Ok, this is pretty straightforward, I think!

📝 Note: The LLM outputs unicode curly quotes above, which Xcode does NOT like.

let strings = ["Swift", "Objective-C", "Flutter"]
let nestedArray = [["S", "w"], ["i", "f", "t"]]

let totalCharacterCount = strings.map { $0.count }
    .reduce(0, +)
let swift = nestedArray.flatMap { $0 }
    .reduce("", +)

// totalCharacterCount is 23
// swift is "Swift"

I'll also note here that the LLM didn't give me any nils in the arrays, which could have been managed with compactMap.

Interview Angle

Q1: Explain the difference between @State and @Published.

A: @State is view-local, value-type storage used for simple properties inside a view struct. @Published is for properties on reference-type ObservableObjects that emit change events to subscribers. @State drives only the owning view; @Published can notify any view or subscriber observing it.

Verification: Yeah, this is basically correct. I had remembered most of the answer above, except for remembering to mention that @Published properties can be viewed in any view or subscriber. I DID remember that @State is local to the View that contains the property.

Q2: What does map vs flatMap do in Swift?

A: map transforms each element and preserves structure. flatMap both maps and flattens nested optionals/collections — removing one level of wrapping.

Verification: Once again, I think the LLM is doing something wrong with flatMap here. On the developer docs page for FlatMap, it doesn't say anything about Optionals. However, the compactMap page does.

I'm not 100% sure, but I think this Q/A is wrong? Maybe?

Q3: How does SwiftUI know to redraw when a property changes?

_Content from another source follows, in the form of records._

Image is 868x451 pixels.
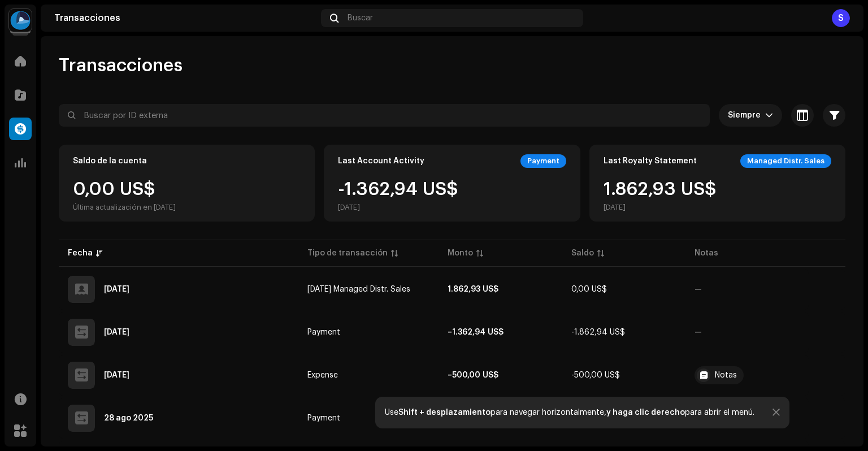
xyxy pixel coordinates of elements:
[604,203,717,212] div: [DATE]
[59,54,182,77] span: Transacciones
[572,371,620,379] span: -500,00 US$
[307,371,338,379] span: Expense
[606,408,685,416] strong: y haga clic derecho
[307,285,411,293] span: sept 2025 Managed Distr. Sales
[448,247,474,258] div: Monto
[572,247,594,258] div: Saldo
[68,247,92,258] div: Fecha
[307,328,341,336] span: Payment
[398,408,491,416] strong: Shift + desplazamiento
[338,203,459,212] div: [DATE]
[59,104,710,126] input: Buscar por ID externa
[348,13,373,23] span: Buscar
[307,247,388,258] div: Tipo de transacción
[694,285,702,293] re-a-table-badge: —
[338,156,425,165] div: Last Account Activity
[54,13,317,23] div: Transacciones
[715,371,737,379] div: Notas
[307,414,341,422] span: Payment
[448,285,499,293] strong: 1.862,93 US$
[73,156,147,165] div: Saldo de la cuenta
[572,285,607,293] span: 0,00 US$
[104,328,129,336] div: 25 sept 2025
[385,408,755,417] div: Use para navegar horizontalmente, para abrir el menú.
[9,9,32,32] img: 31a4402c-14a3-4296-bd18-489e15b936d7
[765,104,773,126] div: dropdown trigger
[104,285,129,293] div: 25 sept 2025
[73,203,176,212] div: Última actualización en [DATE]
[694,328,702,336] re-a-table-badge: —
[104,414,153,422] div: 28 ago 2025
[448,328,504,336] strong: –1.362,94 US$
[832,9,850,27] div: S
[572,328,625,336] span: -1.862,94 US$
[521,154,567,168] div: Payment
[104,371,129,379] div: 25 sept 2025
[740,154,832,168] div: Managed Distr. Sales
[728,104,765,126] span: Siempre
[694,366,800,384] span: Renta
[604,156,697,165] div: Last Royalty Statement
[448,371,499,379] strong: –500,00 US$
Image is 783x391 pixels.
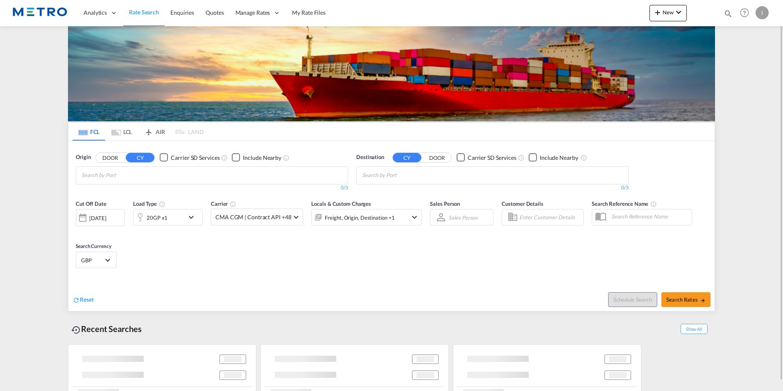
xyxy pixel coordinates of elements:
md-icon: icon-plus 400-fg [653,7,663,17]
button: icon-plus 400-fgNewicon-chevron-down [649,5,687,21]
md-checkbox: Checkbox No Ink [529,153,578,162]
span: Sales Person [430,200,460,207]
div: Freight Origin Destination Factory Stuffingicon-chevron-down [311,209,422,225]
div: Include Nearby [243,154,281,162]
span: New [653,9,683,16]
div: [DATE] [76,209,125,226]
input: Search Reference Name [607,210,692,222]
md-chips-wrap: Chips container with autocompletion. Enter the text area, type text to search, and then use the u... [361,167,443,182]
div: [DATE] [89,214,106,222]
md-icon: icon-refresh [72,296,80,303]
md-icon: icon-arrow-right [700,297,706,303]
span: Quotes [206,9,224,16]
span: Show All [681,324,708,334]
span: Customer Details [502,200,543,207]
div: icon-refreshReset [72,295,94,304]
input: Enter Customer Details [519,211,581,223]
md-icon: icon-chevron-down [409,212,419,222]
span: Load Type [133,200,165,207]
md-select: Sales Person [448,211,479,223]
div: I [756,6,769,19]
div: 0/3 [356,184,629,191]
md-icon: Your search will be saved by the below given name [650,201,657,207]
div: Include Nearby [540,154,578,162]
md-checkbox: Checkbox No Ink [160,153,219,162]
span: Rate Search [129,9,159,16]
input: Chips input. [81,169,159,182]
span: CMA CGM | Contract API +48 [215,213,291,221]
span: Search Currency [76,243,111,249]
md-icon: Unchecked: Ignores neighbouring ports when fetching rates.Checked : Includes neighbouring ports w... [581,154,587,161]
md-icon: icon-magnify [724,9,733,18]
img: 25181f208a6c11efa6aa1bf80d4cef53.png [12,4,68,22]
div: 20GP x1icon-chevron-down [133,209,203,225]
md-icon: Unchecked: Search for CY (Container Yard) services for all selected carriers.Checked : Search for... [518,154,525,161]
span: Cut Off Date [76,200,106,207]
div: Freight Origin Destination Factory Stuffing [325,212,395,223]
button: Note: By default Schedule search will only considerorigin ports, destination ports and cut off da... [608,292,657,307]
md-pagination-wrapper: Use the left and right arrow keys to navigate between tabs [72,122,204,140]
span: Search Rates [666,296,706,303]
span: Help [738,6,751,20]
div: Carrier SD Services [468,154,516,162]
span: Analytics [84,9,107,17]
span: Search Reference Name [592,200,657,207]
span: GBP [81,256,104,264]
span: My Rate Files [292,9,326,16]
button: DOOR [96,153,124,162]
button: CY [393,153,421,162]
div: Carrier SD Services [171,154,219,162]
md-icon: Unchecked: Search for CY (Container Yard) services for all selected carriers.Checked : Search for... [221,154,228,161]
md-checkbox: Checkbox No Ink [457,153,516,162]
span: Locals & Custom Charges [311,200,371,207]
span: Carrier [211,200,236,207]
md-icon: icon-chevron-down [186,212,200,222]
div: OriginDOOR CY Checkbox No InkUnchecked: Search for CY (Container Yard) services for all selected ... [68,141,715,311]
div: 20GP x1 [147,212,167,223]
div: Recent Searches [68,319,145,338]
div: Help [738,6,756,20]
md-icon: The selected Trucker/Carrierwill be displayed in the rate results If the rates are from another f... [230,201,236,207]
div: 0/3 [76,184,348,191]
md-icon: icon-backup-restore [71,325,81,335]
md-icon: Unchecked: Ignores neighbouring ports when fetching rates.Checked : Includes neighbouring ports w... [283,154,290,161]
md-chips-wrap: Chips container with autocompletion. Enter the text area, type text to search, and then use the u... [80,167,163,182]
md-tab-item: FCL [72,122,105,140]
span: Origin [76,153,90,161]
button: DOOR [423,153,451,162]
md-tab-item: LCL [105,122,138,140]
button: Search Ratesicon-arrow-right [661,292,710,307]
md-select: Select Currency: £ GBPUnited Kingdom Pound [80,254,112,266]
md-datepicker: Select [76,225,82,236]
md-icon: icon-chevron-down [674,7,683,17]
span: Reset [80,296,94,303]
md-icon: icon-information-outline [159,201,165,207]
span: Enquiries [170,9,194,16]
img: LCL+%26+FCL+BACKGROUND.png [68,26,715,121]
md-icon: icon-airplane [144,127,154,133]
span: Destination [356,153,384,161]
span: Manage Rates [235,9,270,17]
input: Chips input. [362,169,440,182]
button: CY [126,153,154,162]
div: icon-magnify [724,9,733,21]
md-checkbox: Checkbox No Ink [232,153,281,162]
md-tab-item: AIR [138,122,171,140]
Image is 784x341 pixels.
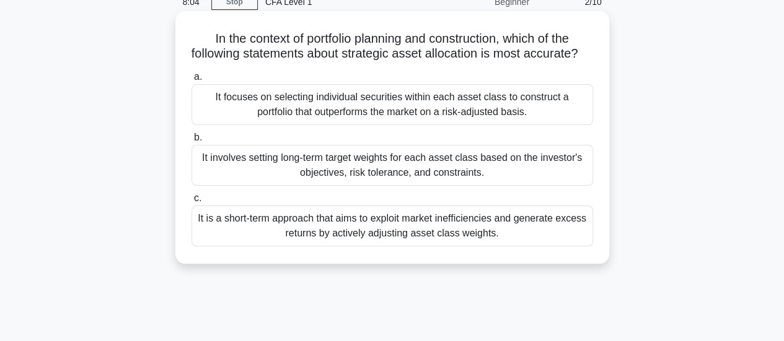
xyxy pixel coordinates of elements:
h5: In the context of portfolio planning and construction, which of the following statements about st... [190,31,594,62]
div: It focuses on selecting individual securities within each asset class to construct a portfolio th... [191,84,593,125]
div: It involves setting long-term target weights for each asset class based on the investor's objecti... [191,145,593,186]
span: b. [194,132,202,143]
span: a. [194,71,202,82]
div: It is a short-term approach that aims to exploit market inefficiencies and generate excess return... [191,206,593,247]
span: c. [194,193,201,203]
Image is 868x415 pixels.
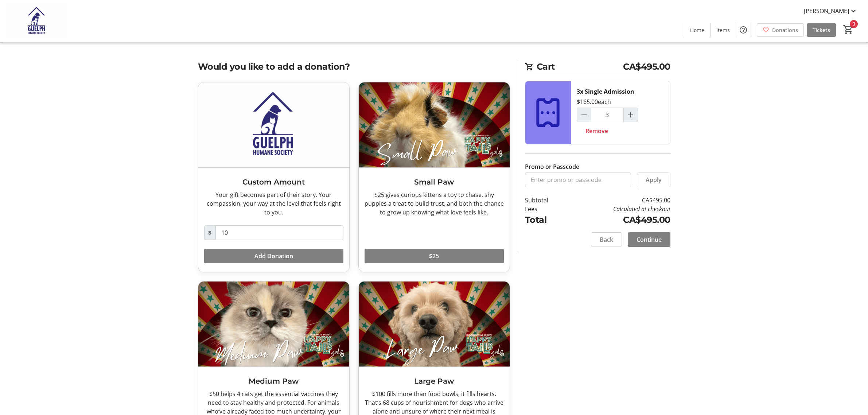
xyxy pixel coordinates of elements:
[430,251,439,260] span: $25
[586,126,608,135] span: Remove
[637,235,661,244] span: Continue
[628,232,670,247] button: Continue
[198,281,349,366] img: Medium Paw
[525,172,631,187] input: Enter promo or passcode
[198,82,349,167] img: Custom Amount
[577,123,617,138] button: Remove
[567,213,670,227] td: CA$495.00
[591,108,624,122] input: Single Admission Quantity
[842,23,855,36] button: Cart
[358,281,510,366] img: Large Paw
[772,26,798,34] span: Donations
[525,196,567,204] td: Subtotal
[567,196,670,204] td: CA$495.00
[804,7,849,15] span: [PERSON_NAME]
[637,172,670,187] button: Apply
[204,375,343,387] h3: Medium Paw
[567,204,670,213] td: Calculated at checkout
[254,251,293,260] span: Add Donation
[591,232,622,247] button: Back
[204,176,343,187] h3: Custom Amount
[736,22,751,37] button: Help
[600,235,614,244] span: Back
[798,5,864,16] button: [PERSON_NAME]
[204,190,343,216] div: Your gift becomes part of their story. Your compassion, your way at the level that feels right to...
[577,108,591,122] button: Decrement by one
[577,87,635,96] div: 3x Single Admission
[646,175,661,184] span: Apply
[577,97,611,106] div: $165.00 each
[757,23,804,37] a: Donations
[364,176,504,187] h3: Small Paw
[711,23,736,37] a: Items
[716,26,730,34] span: Items
[813,26,831,34] span: Tickets
[525,60,670,75] h2: Cart
[624,108,638,122] button: Increment by one
[525,162,579,171] label: Promo or Passcode
[204,248,343,263] button: Add Donation
[807,23,836,37] a: Tickets
[364,248,504,263] button: $25
[525,213,567,227] td: Total
[690,26,704,34] span: Home
[358,82,510,167] img: Small Paw
[198,60,510,73] h2: Would you like to add a donation?
[364,190,504,216] div: $25 gives curious kittens a toy to chase, shy puppies a treat to build trust, and both the chance...
[525,204,567,213] td: Fees
[364,375,504,387] h3: Large Paw
[204,225,216,240] span: $
[4,3,70,40] img: Guelph Humane Society 's Logo
[685,23,710,37] a: Home
[216,225,343,240] input: Donation Amount
[623,60,670,73] span: CA$495.00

A: Through property wrappers (@State, @Published, etc.) that integrate with SwiftUI’s diffing engine. They trigger a View body recomputation when their value changes, enabling declarative UI updates.

Verification: As soon as I saw this question, I knew I was going to be unsatisfied by the answer. While it is technically correct, I think I just knew that SwiftUI does diffs on the View tree, I didn't see that offered up anywhere in this day's 'learning'.

I guess I just want to know more about exactly how this works. Out-of-scope for today's thing, but I'll mark it down for follow-up.